Choosing Buddhism: The life stories of eight Canadians by Mauro Peressini (published by University of Ottawa Press 2016) offers an interesting mix of socio-anthropological information of Buddhism in Canada wrapped around narratives of eight living Canadians who converted to Buddhism. Specifically, the domain of the book is the phenomenon of conversion rather than cultural or heritage Buddhism. The arc of the book however is a study in coming to Buddhism through a variety of life choices, many of which appeared to move away from Buddhism rather than towards it.

Peressini begins with a detail description of his own process in writing the book and a heavily detailed description of the way the book is set up. It’s only 13 pages but it’s a bit of a slog unless research methodology and census data is something that intrigues you. Nevertheless, it was interesting to learn about the intricacies of tapping into the actual numbers of Buddhists in Canada and even more so for the conversion to Buddhism. The chapter on Buddhism in Canada (p53-61) was particularly fascinating especially noting the differences before and after 1967 being related to the political lines drawn between those of European races and the “undesirable” Asian races. (We arrived in 1965 and I recall my parents saying with some awe and anxiety that we were one of 19 families accepted from “the East”.)

The heart of Peressini’s book however beats in the narratives of the eight Canadians (some naturalized):

Ajahn Viradhammo (born Vitauts Akers in Germany),
Jim Bedard (born in North Bay ON),
Albert Low (born in London England),
Taigen Henderson (born Ian Henderson in Toronto ON),
Zengetsu Myokyo (born Judith McLean in Aylmer QC),
Louis Cormier (born in Rogersville NB),
Kelsang Drenpa (born Christine Ares in Longueuil QC), and
Tsultrim Palmo (born Anna Szczygielska in Ostrow, Poland.

Their stories are not the typical sorry tale with a flash forward to some moment of enlightenment after which all is well. The very poignant human struggles and challenges of faith are helpful to know for anyone who thinks the Path smoothly rises up to greet us. And of course, it just continues after (their self-reported) enlightenment. Peressini offers a commentary at the end of each life story which rather nicely ties together his intent in the methodology and the narrative itself.

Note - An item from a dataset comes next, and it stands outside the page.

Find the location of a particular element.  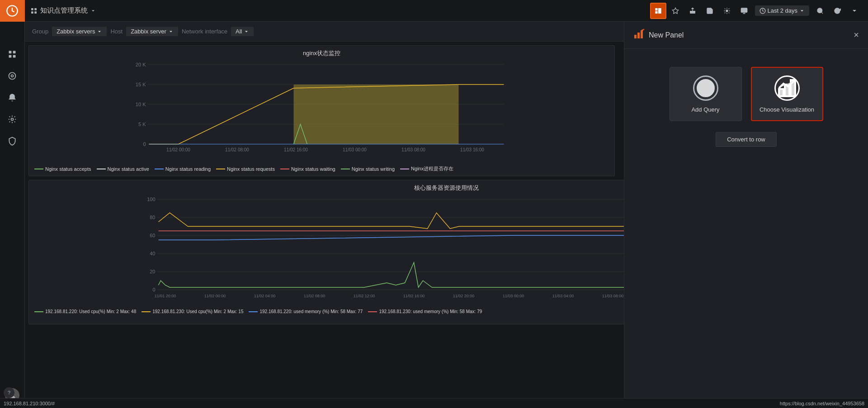

svg-text: 5 K is located at coordinates (142, 124).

Personally, I was fascinated to read the life path of Ajahn Viradhammo and Albert Low, having met both as teachers and practice briefly with Low. Ajahn V. is a towering individual in the Buddhist community in and around Ottawa. I recall meeting with him when he was living in Ottawa and caring for his mother. Our conversation was warm and wide-ranging but it was very clear that he, as a traditionalist, was going to have no truck with this beast called ‘secular mindfulness’. I learned a lot in that conversation, not the least was to hold the integrity of the Dhamma close in anything I was going to do.

Albert Low’s narrative was astonishing probably yet so consistent with his clear vision of who he is (was?). Of all my teachers, I knew him for the shortest time but was most deeply affected by his gentle and quiet presence. He left me with a simple instruction: Be gentle with your breath, don’t be afraid to always start over. When I wrote to tell him I could no longer make the 4-hr return trip to Montreal every week, he wrote back (I paraphrase here): We are only given the privilege to walk with each other for short spaces. But stay with each other for an eternity.

Choosing Buddhism is really not about how these practitioners decided what path to take. It is about the what they chose in each moment of their lives. If it was to suffer, they chose to suffer fully. If it was to stop, they stopped fully. If it was to move on, they did so whole-heartedly. Like Ajahn V., they heard that very quiet call that could have easily been lost in the noise of whatever drama was playing out in their life at the time.

The book itself is a resource to understand both the development of Buddhism in Canada and how we come to create the path we walk. If that’s not your bag, the life stories make a lovely fireside read.